The World Health Organisation launched its first summit on traditional medicine, stating that it hoped to gather evidence and data to enable for the safe use of such treatments.
WHO launched its first summit
Traditional medicines are a “first port of call for millions of people worldwide”, the UN health agency said, with the talks in India bringing together policymakers and academics aiming to “mobilise political commitment and evidence-based action” towards them.
“WHO is working to build the evidence and data to inform policies, standards and regulations for the safe, cost-effective and equitable use of traditional medicine”, WHO chief Tedros Adhanom Ghebreyesus said as he opened the summit.
Traditional medicine could help close “access gaps” in healthcare, but only if used “appropriately, effectively, and, most importantly, safely based on the most recent scientific evidence,” Tedros said earlier.
However, the World Health Organisation has come under fire from online critics for lending scientific support to pseudoscience
After asking followers in a post if they have utilised a variety of treatments, including homoeopathy and naturopathy.
Later, in a post on the social networking platform X, the WHO stated that it had heard the “concerns” and recognised that its “message could have been better articulated.”
The two-day WHO Traditional Medicine Global Summit is taking place in Gandhinagar, India, with a meeting of G20 health ministers.
“We need to face a very important real-life fact that traditional medicines are very widely used,” Nobel laureate and chair of the WHO Science Council Harold Varmus told the summit via video link.
“It is important to understand what ingredients are actually in traditional medicines, why they work in some cases… and importantly, we need to understand and identify which traditional medicines don’t work”.
The conference, which is expected to become a yearly event, comes on the heels of the establishment of a WHO Global Centre for Traditional Medicine in India’s Gujarat state last year.
Traditional remedies are widely utilised in several parts of the world, yet they are also heavily criticised.
Traditional medicine is defined by the United Nations as “the knowledge, skills, and practises used over time to maintain health and prevent, diagnose, and treat physical and mental illness.”
However, many traditional remedies have no established scientific value, and conservationists believe the market fuels a rampant trade in endangered animals such as tigers, rhinos, and pangolins, endangering entire species.
Traditional Chinese medicine has a long history in China, but leading European medical organisations have already urged that it be subject to the same regulatory scrutiny as Western medical treatments.
“Advancing science in traditional medicine should be held to the same rigorous standards as other fields of health,” said WHO research chief John Reeder in a statement.
Since 2018, 170 of the WHO’s 194 member states have admitted their use of traditional and complementary medicine
But only 124 have reported having laws or regulations governing the use of herbal medicines and only half have a national policy governing such procedures and medications.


### Try it
Copies of all lines that contain "their" are needed; take them from the data below.

### Given records
========================

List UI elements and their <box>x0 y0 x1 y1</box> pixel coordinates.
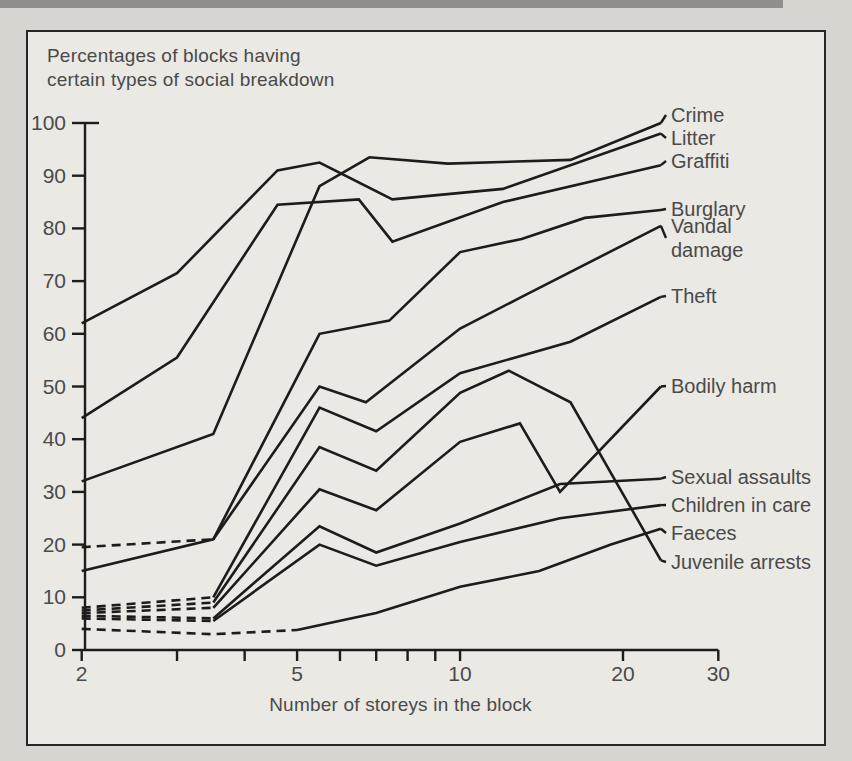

========================

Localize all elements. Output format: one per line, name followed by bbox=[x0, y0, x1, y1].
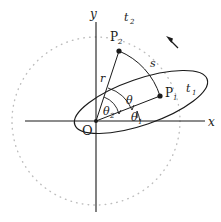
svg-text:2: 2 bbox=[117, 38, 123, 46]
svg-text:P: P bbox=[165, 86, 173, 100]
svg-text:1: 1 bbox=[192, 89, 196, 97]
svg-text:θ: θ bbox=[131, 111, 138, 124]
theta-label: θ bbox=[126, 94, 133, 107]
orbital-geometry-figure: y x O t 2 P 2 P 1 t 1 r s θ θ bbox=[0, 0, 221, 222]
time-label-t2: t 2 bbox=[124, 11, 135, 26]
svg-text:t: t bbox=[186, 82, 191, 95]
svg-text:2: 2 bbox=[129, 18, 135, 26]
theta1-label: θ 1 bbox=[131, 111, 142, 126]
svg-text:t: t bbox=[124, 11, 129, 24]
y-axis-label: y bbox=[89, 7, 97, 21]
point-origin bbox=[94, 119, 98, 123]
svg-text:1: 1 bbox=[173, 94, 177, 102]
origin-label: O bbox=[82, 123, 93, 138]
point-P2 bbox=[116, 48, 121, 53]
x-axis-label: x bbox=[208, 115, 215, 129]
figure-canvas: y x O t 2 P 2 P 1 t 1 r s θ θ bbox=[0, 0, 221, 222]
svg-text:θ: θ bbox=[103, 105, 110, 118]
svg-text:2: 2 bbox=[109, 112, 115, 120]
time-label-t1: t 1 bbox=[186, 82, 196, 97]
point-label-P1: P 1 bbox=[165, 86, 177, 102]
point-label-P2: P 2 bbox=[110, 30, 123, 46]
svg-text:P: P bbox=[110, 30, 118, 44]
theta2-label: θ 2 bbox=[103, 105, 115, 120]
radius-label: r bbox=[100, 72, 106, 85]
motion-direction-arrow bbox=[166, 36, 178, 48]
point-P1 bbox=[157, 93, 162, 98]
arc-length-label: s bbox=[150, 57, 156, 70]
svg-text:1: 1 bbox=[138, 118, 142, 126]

========================

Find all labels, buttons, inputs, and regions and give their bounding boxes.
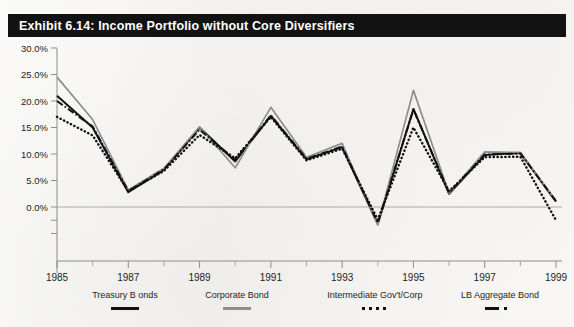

========================

### Output below
List UI elements and their <box>x0 y0 x1 y1</box> pixel coordinates.
Find all labels, buttons, inputs, and regions and give their bounding boxes.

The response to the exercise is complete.